Ratchet said:
How is this the greater good though? I can review any game I want now (not like there are tons of benchmarkable games to choose from, maybe a dozen if you look hard) and I don't have any problems getting other sites to link to my reviews. Why would I want to restrict myself to only using games that are approved by this group. And who decides who's allowed to be in this group and who isn't?
I don't get it.
No, the Consortium never limits what games/benchmarks you put in your review. Put anything you like in there, as many as you want. All you are guaranteeing is that one specific title of your choice, picked by you pursuant to the consortium rules, will be included in your graphics reviews and from that section/page of your review that includes the title you chose that you will link to the Consortiums webpage.
What this does for the community is give Joe Surfer a navigator to get around to reviews that include lesser-known titles. This will be taken advantage of by two groups of people --those looking for a benchmark of a specific lesser-known game that interests them, and those (a pretty nice chunk of the community, I believe) who are interested in checking out a broad range of results from outside the group of "usual suspect" games/benchmarks that get benchmarked to extremis.
This, btw, is not an "anti-usual suspects" proposition. They are still going to get their due (and more). It just ensures that a broader range of games/benchmarks get benchmarked on new cards, and possibly more importantly makes it easier for Joe Surfer to find those benchmark results on new cards for lesser-known titles.
If (big if) this catches on, it even has the potential for impacting the behavior of the IHVs in broadening their concerns for making sure a wide range of games/benchmarks work properly and at a high performance level on their hardware.
For as long as I have followed graphics reviews and browsed the community's reaction to them (uhh. . .8 years or so?) there has been a consistent (and justifiable) complaint that the "usual suspects" of the day get too much benchmarking attention and the lesser-known titles are largely ignored. This is a disservice to the greater community that plays more than just "the ususal suspects" on their cards and all too often receive a nasty surprise after reading the reviews, buying a new card, and then trying it out on a game outside "the usual suspects".
This proposal addresses that problem in a practical, implementable way to at least a degree. Again, "the usual suspects" will still get theirs --but anyone interested in more will be able to find it.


> Problem requirements
In exact form, please repeat the records from their opening line down to the line with "In order to click on div: Agendamentos", including that line.

> Provided data

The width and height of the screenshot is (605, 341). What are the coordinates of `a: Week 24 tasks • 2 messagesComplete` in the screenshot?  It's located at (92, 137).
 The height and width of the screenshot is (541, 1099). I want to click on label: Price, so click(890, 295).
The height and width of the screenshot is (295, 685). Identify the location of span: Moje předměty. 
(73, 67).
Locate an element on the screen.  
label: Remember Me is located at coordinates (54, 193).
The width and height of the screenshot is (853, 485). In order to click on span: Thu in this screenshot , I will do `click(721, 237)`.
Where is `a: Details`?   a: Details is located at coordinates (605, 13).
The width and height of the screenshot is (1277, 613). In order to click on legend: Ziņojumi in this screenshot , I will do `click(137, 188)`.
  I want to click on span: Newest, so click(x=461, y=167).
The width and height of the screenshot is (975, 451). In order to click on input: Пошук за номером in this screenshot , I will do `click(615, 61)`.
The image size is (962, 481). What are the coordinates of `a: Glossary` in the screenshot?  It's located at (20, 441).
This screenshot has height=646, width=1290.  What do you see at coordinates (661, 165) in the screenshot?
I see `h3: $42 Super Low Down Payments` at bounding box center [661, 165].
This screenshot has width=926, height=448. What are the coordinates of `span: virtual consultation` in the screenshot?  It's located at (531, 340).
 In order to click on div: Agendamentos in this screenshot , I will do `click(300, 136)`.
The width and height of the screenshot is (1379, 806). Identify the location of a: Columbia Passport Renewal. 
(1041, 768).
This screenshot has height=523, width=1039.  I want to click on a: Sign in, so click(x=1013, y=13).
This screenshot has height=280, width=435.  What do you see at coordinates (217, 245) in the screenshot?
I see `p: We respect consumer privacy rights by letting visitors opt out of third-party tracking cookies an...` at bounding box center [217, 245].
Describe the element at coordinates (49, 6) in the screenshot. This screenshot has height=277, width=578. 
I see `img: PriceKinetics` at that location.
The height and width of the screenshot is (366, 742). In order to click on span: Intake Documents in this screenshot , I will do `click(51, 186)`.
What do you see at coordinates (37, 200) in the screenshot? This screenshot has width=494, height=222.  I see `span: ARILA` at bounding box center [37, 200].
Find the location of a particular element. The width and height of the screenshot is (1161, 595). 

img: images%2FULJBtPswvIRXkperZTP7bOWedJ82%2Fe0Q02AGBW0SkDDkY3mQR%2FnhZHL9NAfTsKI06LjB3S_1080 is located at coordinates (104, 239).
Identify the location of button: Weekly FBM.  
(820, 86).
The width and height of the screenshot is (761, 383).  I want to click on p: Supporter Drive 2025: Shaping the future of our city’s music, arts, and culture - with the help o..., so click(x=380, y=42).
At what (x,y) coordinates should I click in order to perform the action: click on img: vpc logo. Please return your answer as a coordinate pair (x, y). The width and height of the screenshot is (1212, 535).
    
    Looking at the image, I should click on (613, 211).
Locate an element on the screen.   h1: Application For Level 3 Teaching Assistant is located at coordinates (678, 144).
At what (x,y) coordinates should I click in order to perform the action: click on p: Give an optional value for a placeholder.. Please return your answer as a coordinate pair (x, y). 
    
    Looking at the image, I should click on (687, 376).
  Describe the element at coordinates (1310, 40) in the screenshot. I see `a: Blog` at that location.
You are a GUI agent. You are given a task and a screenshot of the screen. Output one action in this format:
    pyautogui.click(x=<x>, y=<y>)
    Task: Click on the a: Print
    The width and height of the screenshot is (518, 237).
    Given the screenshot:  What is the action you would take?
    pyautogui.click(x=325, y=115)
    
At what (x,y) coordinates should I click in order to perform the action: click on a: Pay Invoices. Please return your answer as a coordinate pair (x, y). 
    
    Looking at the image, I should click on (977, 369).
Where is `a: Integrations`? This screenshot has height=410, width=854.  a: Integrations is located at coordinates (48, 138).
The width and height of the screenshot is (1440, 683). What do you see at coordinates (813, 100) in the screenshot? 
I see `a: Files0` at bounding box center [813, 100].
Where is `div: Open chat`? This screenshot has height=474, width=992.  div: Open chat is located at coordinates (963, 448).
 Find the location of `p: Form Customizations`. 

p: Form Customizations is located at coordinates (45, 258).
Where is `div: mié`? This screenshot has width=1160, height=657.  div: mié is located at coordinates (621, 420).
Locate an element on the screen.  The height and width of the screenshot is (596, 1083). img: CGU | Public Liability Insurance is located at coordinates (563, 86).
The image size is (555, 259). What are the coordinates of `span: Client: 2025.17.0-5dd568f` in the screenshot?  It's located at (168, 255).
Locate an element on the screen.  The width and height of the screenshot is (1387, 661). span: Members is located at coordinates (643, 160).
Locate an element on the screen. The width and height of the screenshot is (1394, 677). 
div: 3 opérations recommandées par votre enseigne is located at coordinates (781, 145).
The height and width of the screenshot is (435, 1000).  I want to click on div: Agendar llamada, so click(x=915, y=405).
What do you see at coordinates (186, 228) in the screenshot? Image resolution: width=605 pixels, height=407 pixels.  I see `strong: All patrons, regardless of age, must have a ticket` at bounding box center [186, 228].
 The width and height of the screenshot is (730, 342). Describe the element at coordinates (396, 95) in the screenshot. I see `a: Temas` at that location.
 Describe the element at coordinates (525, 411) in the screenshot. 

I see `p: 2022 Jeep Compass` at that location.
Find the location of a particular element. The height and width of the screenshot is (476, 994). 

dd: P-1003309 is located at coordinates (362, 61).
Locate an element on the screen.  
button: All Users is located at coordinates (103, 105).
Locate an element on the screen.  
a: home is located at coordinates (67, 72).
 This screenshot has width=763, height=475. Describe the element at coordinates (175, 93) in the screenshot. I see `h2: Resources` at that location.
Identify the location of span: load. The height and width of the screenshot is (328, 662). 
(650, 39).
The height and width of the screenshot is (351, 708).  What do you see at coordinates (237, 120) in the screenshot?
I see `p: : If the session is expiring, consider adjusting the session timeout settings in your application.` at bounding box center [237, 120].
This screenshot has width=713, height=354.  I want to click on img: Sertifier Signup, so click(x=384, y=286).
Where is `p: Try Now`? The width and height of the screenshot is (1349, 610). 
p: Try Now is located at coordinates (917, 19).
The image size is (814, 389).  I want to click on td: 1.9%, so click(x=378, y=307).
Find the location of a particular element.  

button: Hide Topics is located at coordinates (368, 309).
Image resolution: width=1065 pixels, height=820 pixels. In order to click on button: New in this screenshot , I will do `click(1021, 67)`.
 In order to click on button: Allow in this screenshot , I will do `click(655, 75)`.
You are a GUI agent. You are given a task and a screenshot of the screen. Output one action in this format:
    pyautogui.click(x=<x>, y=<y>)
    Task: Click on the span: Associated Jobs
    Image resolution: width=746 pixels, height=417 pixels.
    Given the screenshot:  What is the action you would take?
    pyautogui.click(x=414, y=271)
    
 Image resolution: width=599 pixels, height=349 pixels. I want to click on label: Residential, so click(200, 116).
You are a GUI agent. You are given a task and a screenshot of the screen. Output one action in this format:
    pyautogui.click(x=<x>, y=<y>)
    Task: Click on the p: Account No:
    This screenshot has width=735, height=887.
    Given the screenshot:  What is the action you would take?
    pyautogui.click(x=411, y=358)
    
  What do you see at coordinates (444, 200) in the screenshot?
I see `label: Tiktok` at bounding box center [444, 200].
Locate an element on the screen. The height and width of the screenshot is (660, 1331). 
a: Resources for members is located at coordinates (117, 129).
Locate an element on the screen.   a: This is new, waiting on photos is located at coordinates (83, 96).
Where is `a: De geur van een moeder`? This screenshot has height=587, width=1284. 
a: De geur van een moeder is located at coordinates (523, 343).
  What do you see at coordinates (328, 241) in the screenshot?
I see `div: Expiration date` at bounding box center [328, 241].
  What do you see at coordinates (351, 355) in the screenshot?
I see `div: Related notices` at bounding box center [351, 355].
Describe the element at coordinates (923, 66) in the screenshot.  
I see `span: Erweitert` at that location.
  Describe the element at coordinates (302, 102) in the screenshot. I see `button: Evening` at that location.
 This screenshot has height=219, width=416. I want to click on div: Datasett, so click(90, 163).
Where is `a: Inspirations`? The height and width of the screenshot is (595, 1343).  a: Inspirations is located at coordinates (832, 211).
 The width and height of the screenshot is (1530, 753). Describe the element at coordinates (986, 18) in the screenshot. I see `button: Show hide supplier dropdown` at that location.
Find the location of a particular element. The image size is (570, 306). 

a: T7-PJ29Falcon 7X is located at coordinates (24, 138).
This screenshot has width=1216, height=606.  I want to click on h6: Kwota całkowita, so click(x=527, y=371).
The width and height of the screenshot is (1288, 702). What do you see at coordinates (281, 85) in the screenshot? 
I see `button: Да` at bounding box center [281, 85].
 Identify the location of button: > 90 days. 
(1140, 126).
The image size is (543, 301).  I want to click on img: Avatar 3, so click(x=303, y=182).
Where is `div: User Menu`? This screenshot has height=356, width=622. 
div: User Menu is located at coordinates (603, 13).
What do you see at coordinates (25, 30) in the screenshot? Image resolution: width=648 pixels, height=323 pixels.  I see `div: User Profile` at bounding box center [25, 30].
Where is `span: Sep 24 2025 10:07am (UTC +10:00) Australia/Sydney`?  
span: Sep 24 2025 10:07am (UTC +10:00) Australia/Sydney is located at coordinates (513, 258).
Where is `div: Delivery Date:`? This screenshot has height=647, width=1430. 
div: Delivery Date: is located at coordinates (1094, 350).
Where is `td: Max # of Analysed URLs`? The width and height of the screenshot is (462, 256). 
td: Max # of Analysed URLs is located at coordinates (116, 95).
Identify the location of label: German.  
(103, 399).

> Answer to the problem
The width and height of the screenshot is (605, 341). What are the coordinates of `a: Week 24 tasks • 2 messagesComplete` in the screenshot?  It's located at (92, 137).
 The height and width of the screenshot is (541, 1099). I want to click on label: Price, so click(890, 295).
The height and width of the screenshot is (295, 685). Identify the location of span: Moje předměty. 
(73, 67).
Locate an element on the screen.  
label: Remember Me is located at coordinates (54, 193).
The width and height of the screenshot is (853, 485). In order to click on span: Thu in this screenshot , I will do `click(721, 237)`.
Where is `a: Details`?   a: Details is located at coordinates (605, 13).
The width and height of the screenshot is (1277, 613). In order to click on legend: Ziņojumi in this screenshot , I will do `click(137, 188)`.
  I want to click on span: Newest, so click(x=461, y=167).
The width and height of the screenshot is (975, 451). In order to click on input: Пошук за номером in this screenshot , I will do `click(615, 61)`.
The image size is (962, 481). What are the coordinates of `a: Glossary` in the screenshot?  It's located at (20, 441).
This screenshot has height=646, width=1290.  What do you see at coordinates (661, 165) in the screenshot?
I see `h3: $42 Super Low Down Payments` at bounding box center [661, 165].
This screenshot has width=926, height=448. What are the coordinates of `span: virtual consultation` in the screenshot?  It's located at (531, 340).
 In order to click on div: Agendamentos in this screenshot , I will do `click(300, 136)`.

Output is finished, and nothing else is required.